Simon Gibson: I definitely as the CISO in different sort of types of CISO roles, somewhere where I had sort of a large team that was busy writing code and actually responding to incidents and doing pen tests and product security versus when I've been a CISO running sort of a small city operation center or had fewer resources, the world I always found myself living in was this sort of world of the boss saying “You know you you're not looking hard enough. Are you sure you're looking at everything? Do you know you're logging everything? Or you go to the boss and say, “hey look we had a small breach, this is what happened.” “How did you let that happen?” So I find as the CISO, you often are the person who has the single throat to ring. And so to be able to think from the CIO's perspective is super useful at least in my experience.
Another thing is the flow of the company. Obviously if you're in charge of the technology as the CIO, it's not only security, and security can absolutely stop a business process. I mean I had a story where we decided to disable USB devices. So we went around the whole company with 12,000 people in 200 something countries and said “Okay, who needs USB devices? because we're going to turn them off.” And 100 people came back and said “yeah our group uses them” and we went ‘OK.’ We left them on in the group policy. We flipped a switch and suddenly there were just people with pitchforks at our door going “What have you done to our computers?” We said, “well we asked you” and they said “No, you said “Do you need USB drives? These are jump drives. You turned off our jump drives.” And we went, “uggh,” you know like we broke their whole process.
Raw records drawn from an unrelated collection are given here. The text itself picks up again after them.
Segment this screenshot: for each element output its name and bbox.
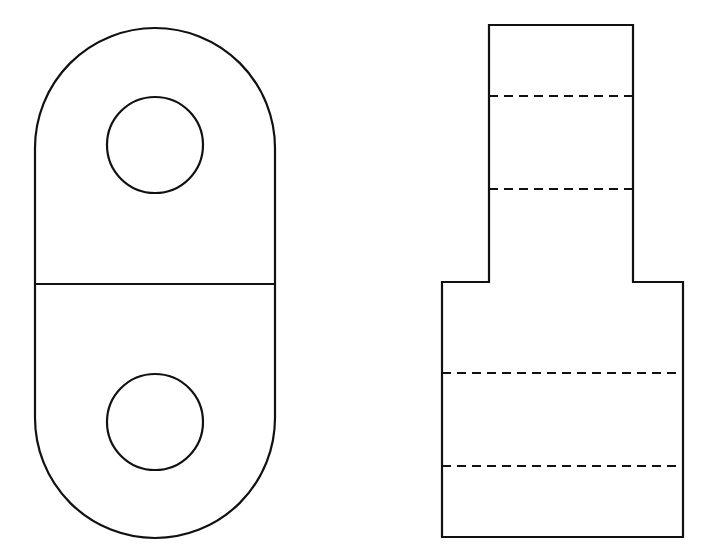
right-view	[442, 25, 683, 537]
upper-hole	[107, 97, 203, 193]
lower-hole	[107, 374, 203, 470]
technical-drawing	[0, 0, 707, 557]
left-view	[35, 28, 275, 538]
stepped-profile-outline	[442, 25, 683, 537]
So as the CIO it's very much the same thing. You implement an upgrade, you implement some end of life thing happens, you bring in a new SaaS product program. How have you thought about like working with the rest of the company? Not just assess where the business processes are, but working with like procurement and HR, and how do you think about inter operating with the company?
Steve Ginsberg: Right. I think it involves this kind of multi-level approach. So there are some efforts that we could easily identify this change, [and] only the affected group will be limited. So in some cases even it was only folks in my own organization. We need to change how systems administrators do X or Y in order to improve security. So those are pretty easy to manage generally, although there can be times where even that's going to be a tight... Scheduling can be an issue, communication can be an issue. That was a great example of where you did communication, we just didn't know what you were talking about.
And actually we spent a lot of time with audience certainly when you get on these kind of rollouts that go to the whole whole company, communications style becomes really key. And then you find out also in the modern age, people maybe don't even read email after a certain amount of time. And that was something culturally I've always had a thing [about], because for me, I was always on email..
Simon Gibson: Not me. I think by the 13,723rd corporate communication email, I just broke a rule and deleted them. I figured if this is important enough, someone's going to come to my desk and say “hey you need to pay attention to this.”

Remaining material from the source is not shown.